Gardening This Weekend: June 5, 2025
With the weather warming as June unfolds before us, here are the prime tasks to put on your list for this weekend. See which apply to your landscape and garden.
PLANT
• New lawns from sod or seed as soon as possible. Rising temperatures make it more difficult to keep the new plantings properly watered.
• Summer annuals that can handle the heat, including copper plants, firebush, purple fountaingrass, ‘Gold Star’ Esperanza, tropical hibiscus, mandevillas, crotons, bougainvilleas, caladiums, Cora XDR vincas, fanflowers, lantanas, purslane, moss rose, angelonias, pentas and Profusion zinnias.
• Crape myrtles now while nurseries have their best supplies. Check variety names and mature sizes to be sure you’re getting a type that will fit the space you have available for it.
PRUNE
• Damaged limbs from shade trees, whether caused by spring winds or winter cold spells. Take no risks. If in doubt, leave the work to a certified arborist who has the training, equipment, and insurance to do the job properly and safely.
• Pinch growing tips out of coleus, copper plants, Mexican bush salvias, mums and fall asters to keep plants shorter and to remove flowers that tend to cause new growth to stall out.
• Erratic new shoots on elaeagnus, abelias, Lady Banksia roses and other plants as needed.
• Blackberries to remove canes as soon as they finish bearing fruit completely to the ground. (They will never bear fruit again.)
FERTILIZE
• Patio pots, hanging baskets with water-soluble, high-nitrogen food weekly. Supplement the liquid fertilizer with an encapsulated, timed-release product applied every 90 days.
• Second feeding of bermuda and St. Augustine turf with all-nitrogen or high-nitrogen fertilizer with 30 to 40 percent of the N in slow-release form. Do not feed St. Augustine again until September to lessen chance of gray leaf spot fungus. It is exacerbated by applications of nitrogen in hot weather of summer.
• Iron and sulfur soil acidifier to correct chlorosis (yellowed leaves with dark green veins that show first on leaves at tip ends of branches). It will be a problem with plants such as azaleas, wisterias, loropetalums, abelias, and a few other types. It can be corrected with smaller plants, but with large shade trees such as bald cypress, pin oaks, water oaks, and sweet gums, costs are prohibitive.
ON THE LOOKOUT
• It’s time for the second application of pre-emergent granules (Dimension, Balan or Halts) to prevent germination of crabgrass and grassburs. First application should have been in late February in South Texas or early March in North Texas. If you did not make that application, there is no point in making this one.
• Bagworms on cone-bearing plants such as cedars, junipers, cypresses and arborvitae. Spray with Bacillus thuringiensis biological worm spray or most general-purpose insecticides while the larvae are still small and actively feeding.
• Chiggers in bermuda turf, also in pastures, vacant lots, and patches of weeds. Spray your arms, feet, legs, socks, and pants with a DEET insect repellent. There are insecticides that will kill them in turf areas, but it’s generally much easier and less expensive simply to spray the repellent on yourself.
• Mosquito populations have been high in areas where rainfall has been plentiful. Again, DEET repellents are essential. Eliminate all standing water, even small amounts. Spray around your house’s foundation and landscape shrubs and groundcovers.
• Early blight causes lower leaves of tomatoes to turn bright yellow in rather large blotches. They quickly turn brown and die, making it essential that you apply a labeled fungicide at first signs of infection.
• Spider mites attacking tomatoes, beans, and other vegetable and flower garden plants. Lower leaves will usually turn tan first. Look for fine tan mottling that soon becomes yellowed lower leaves, then brown and crisp. Unlike early blight in tomatoes, however, the spots will be tiny. You’ll be able to see the nearly microscopic mites if you thump an infested leaf over a sheet of white paper. They will start to move about freely. Look for a general-purpose insecticide labeled for spider mites. Be sure the spray coats the bottom leaf surfaces.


## ACTION ITEM
Reproduce the entries word for word, and omit any picture you find in them.

## LISTED RECORDS
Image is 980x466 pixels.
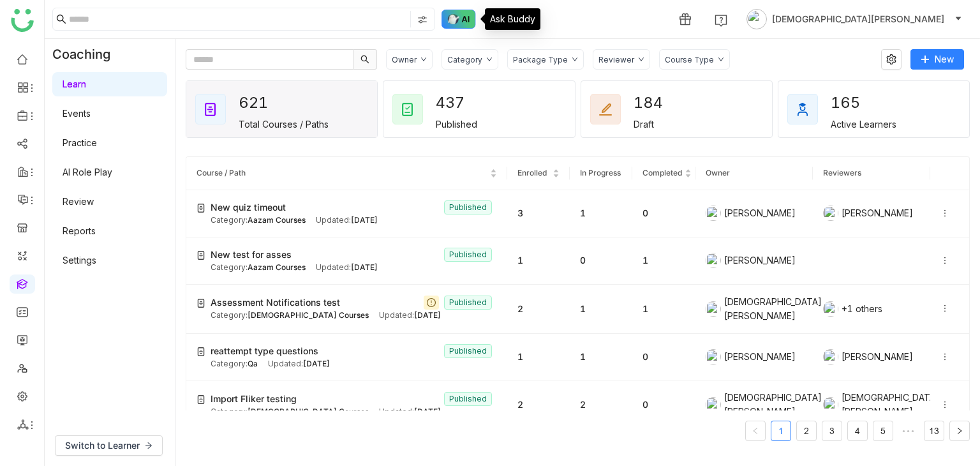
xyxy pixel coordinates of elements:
div: Reviewer [599,55,635,65]
li: 13 [924,421,944,441]
span: New quiz timeout [210,200,286,214]
div: Draft [634,119,654,129]
td: 0 [633,334,695,382]
span: Aazam Courses [248,262,306,272]
li: 3 [822,421,842,441]
div: Active Learners [831,119,896,129]
div: Category: [210,214,306,227]
a: Reports [63,225,96,236]
td: 1 [570,285,633,334]
div: Updated: [316,214,378,227]
div: Category: [210,406,369,418]
td: 2 [507,381,570,430]
div: 437 [436,90,482,116]
img: 684a9ad2de261c4b36a3cd74 [823,301,839,317]
img: 684a9b06de261c4b36a3cf65 [706,397,721,412]
span: Course / Path [196,168,246,177]
img: avatar [747,9,767,29]
td: 0 [633,190,695,237]
td: 1 [507,237,570,285]
div: Total Courses / Paths [239,119,329,129]
td: 2 [507,285,570,334]
span: Assessment Notifications test [210,296,340,310]
img: create-new-course.svg [196,348,205,357]
span: Qa [248,359,258,369]
div: Category: [210,262,306,274]
a: 4 [848,421,867,440]
img: ask-buddy-hover.svg [441,10,476,29]
img: create-new-course.svg [196,395,205,404]
div: Published [436,119,477,129]
img: published_courses.svg [400,102,415,117]
td: 1 [570,190,633,237]
li: 5 [873,421,894,441]
button: Next Page [949,421,970,441]
td: 1 [570,334,633,382]
span: Aazam Courses [248,215,306,225]
span: [DATE] [351,215,378,225]
div: Category: [210,358,258,371]
span: [DATE] [414,310,441,320]
div: Category: [210,310,369,322]
span: New test for asses [210,248,292,262]
div: Updated: [268,358,330,371]
button: New [910,49,964,70]
nz-tag: Published [444,344,492,358]
div: Updated: [379,406,441,418]
img: 684a9aedde261c4b36a3ced9 [823,349,839,365]
span: [DATE] [351,262,378,272]
span: ••• [898,421,919,441]
td: 0 [633,381,695,430]
div: [PERSON_NAME] [706,253,803,268]
img: logo [11,9,34,32]
button: Switch to Learner [55,435,162,456]
button: [DEMOGRAPHIC_DATA][PERSON_NAME] [744,9,965,29]
div: [DEMOGRAPHIC_DATA][PERSON_NAME] [706,390,803,419]
a: Events [63,108,91,119]
img: 684a9b06de261c4b36a3cf65 [706,301,721,317]
img: 684a9b6bde261c4b36a3d2e3 [706,253,721,268]
button: Previous Page [745,421,766,441]
span: Import Fliker testing [210,392,297,406]
div: [DEMOGRAPHIC_DATA][PERSON_NAME] [823,390,920,419]
img: 684a9aedde261c4b36a3ced9 [706,349,721,365]
div: 621 [239,90,285,116]
div: [DEMOGRAPHIC_DATA][PERSON_NAME] [706,295,803,323]
span: In Progress [580,168,621,177]
a: Learn [63,79,86,90]
span: [DEMOGRAPHIC_DATA] Courses [248,310,369,320]
img: active_learners.svg [795,102,810,117]
div: Ask Buddy [485,8,541,30]
div: Updated: [316,262,378,274]
span: [DATE] [303,359,330,369]
div: Owner [391,55,416,65]
nz-tag: Published [444,200,492,214]
span: [DATE] [414,406,441,416]
span: [DEMOGRAPHIC_DATA] Courses [248,406,369,416]
img: create-new-course.svg [196,299,205,308]
img: create-new-course.svg [196,251,205,260]
span: [DEMOGRAPHIC_DATA][PERSON_NAME] [772,12,944,26]
li: 2 [796,421,817,441]
div: +1 others [823,301,920,317]
nz-tag: Published [444,296,492,310]
div: [PERSON_NAME] [706,205,803,221]
div: Package Type [513,55,568,65]
span: Switch to Learner [65,438,139,453]
td: 0 [570,237,633,285]
a: Settings [63,255,97,266]
td: 1 [633,285,695,334]
div: Course Type [665,55,714,65]
div: [PERSON_NAME] [706,349,803,365]
div: Coaching [45,39,129,70]
td: 1 [507,334,570,382]
div: [PERSON_NAME] [823,349,920,365]
div: Updated: [379,310,441,322]
a: Review [63,196,94,207]
img: 684a9b06de261c4b36a3cf65 [823,397,839,412]
a: 3 [823,421,842,440]
a: AI Role Play [63,166,113,177]
span: Owner [706,168,730,177]
span: New [935,52,954,67]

## SOLUTION TO THE PROBLEM
Image is 980x466 pixels.
xyxy pixel coordinates of elements:
div: Reviewer [599,55,635,65]
li: 13 [924,421,944,441]
span: New quiz timeout [210,200,286,214]
div: Draft [634,119,654,129]
td: 0 [633,334,695,382]
span: Aazam Courses [248,262,306,272]
li: 3 [822,421,842,441]
div: Active Learners [831,119,896,129]
div: Category: [210,214,306,227]
a: Reports [63,225,96,236]
td: 1 [570,285,633,334]
div: Updated: [316,214,378,227]
div: Category: [210,406,369,418]
td: 2 [507,381,570,430]
div: 437 [436,90,482,116]
img: 684a9ad2de261c4b36a3cd74 [823,301,839,317]
img: 684a9b06de261c4b36a3cf65 [706,397,721,412]
span: Course / Path [196,168,246,177]
img: avatar [747,9,767,29]
td: 0 [633,190,695,237]
td: 1 [507,237,570,285]
div: Total Courses / Paths [239,119,329,129]
td: 2 [507,285,570,334]
span: Assessment Notifications test [210,296,340,310]
img: create-new-course.svg [196,348,205,357]
span: Qa [248,359,258,369]
div: Category: [210,262,306,274]
a: 4 [848,421,867,440]
img: ask-buddy-hover.svg [441,10,476,29]
img: create-new-course.svg [196,395,205,404]
div: Published [436,119,477,129]
img: published_courses.svg [400,102,415,117]
td: 1 [570,190,633,237]
li: 5 [873,421,894,441]
button: Next Page [949,421,970,441]
td: 1 [570,334,633,382]
span: Aazam Courses [248,215,306,225]
span: [DATE] [351,215,378,225]
div: Category: [210,358,258,371]
span: [DATE] [414,310,441,320]
div: Category: [210,310,369,322]
span: New test for asses [210,248,292,262]
div: Updated: [268,358,330,371]
button: New [910,49,964,70]
nz-tag: Published [444,344,492,358]
div: Updated: [379,406,441,418]
img: 684a9aedde261c4b36a3ced9 [823,349,839,365]
span: [DATE] [351,262,378,272]
span: ••• [898,421,919,441]
td: 0 [633,381,695,430]
div: [PERSON_NAME] [706,253,803,268]
img: logo [11,9,34,32]
button: Switch to Learner [55,435,162,456]
button: [DEMOGRAPHIC_DATA][PERSON_NAME] [744,9,965,29]
div: [DEMOGRAPHIC_DATA][PERSON_NAME] [706,390,803,419]
a: Events [63,108,91,119]
img: 684a9b06de261c4b36a3cf65 [706,301,721,317]
img: 684a9b6bde261c4b36a3d2e3 [706,253,721,268]
button: Previous Page [745,421,766,441]
span: Import Fliker testing [210,392,297,406]
div: [DEMOGRAPHIC_DATA][PERSON_NAME] [823,390,920,419]
img: 684a9aedde261c4b36a3ced9 [706,349,721,365]
div: 621 [239,90,285,116]
div: [DEMOGRAPHIC_DATA][PERSON_NAME] [706,295,803,323]
span: In Progress [580,168,621,177]
a: Learn [63,79,86,90]
span: [DEMOGRAPHIC_DATA] Courses [248,310,369,320]
img: active_learners.svg [795,102,810,117]
div: Ask Buddy [485,8,541,30]
div: Updated: [316,262,378,274]
span: [DATE] [303,359,330,369]
div: Owner [391,55,416,65]
nz-tag: Published [444,200,492,214]
span: [DATE] [414,406,441,416]
span: [DEMOGRAPHIC_DATA] Courses [248,406,369,416]
img: create-new-course.svg [196,299,205,308]
img: create-new-course.svg [196,251,205,260]
span: [DEMOGRAPHIC_DATA][PERSON_NAME] [772,12,944,26]
li: 2 [796,421,817,441]
div: +1 others [823,301,920,317]
nz-tag: Published [444,296,492,310]
div: [PERSON_NAME] [706,205,803,221]
div: Package Type [513,55,568,65]
span: Switch to Learner [65,438,139,453]
td: 0 [570,237,633,285]
a: Settings [63,255,97,266]
td: 1 [633,285,695,334]
div: Course Type [665,55,714,65]
div: [PERSON_NAME] [706,349,803,365]
div: Coaching [45,39,129,70]
td: 1 [507,334,570,382]
div: [PERSON_NAME] [823,349,920,365]
div: Updated: [379,310,441,322]
a: Review [63,196,94,207]
img: 684a9b06de261c4b36a3cf65 [823,397,839,412]
a: 3 [823,421,842,440]
a: AI Role Play [63,166,113,177]
span: Owner [706,168,730,177]
span: New [935,52,954,67]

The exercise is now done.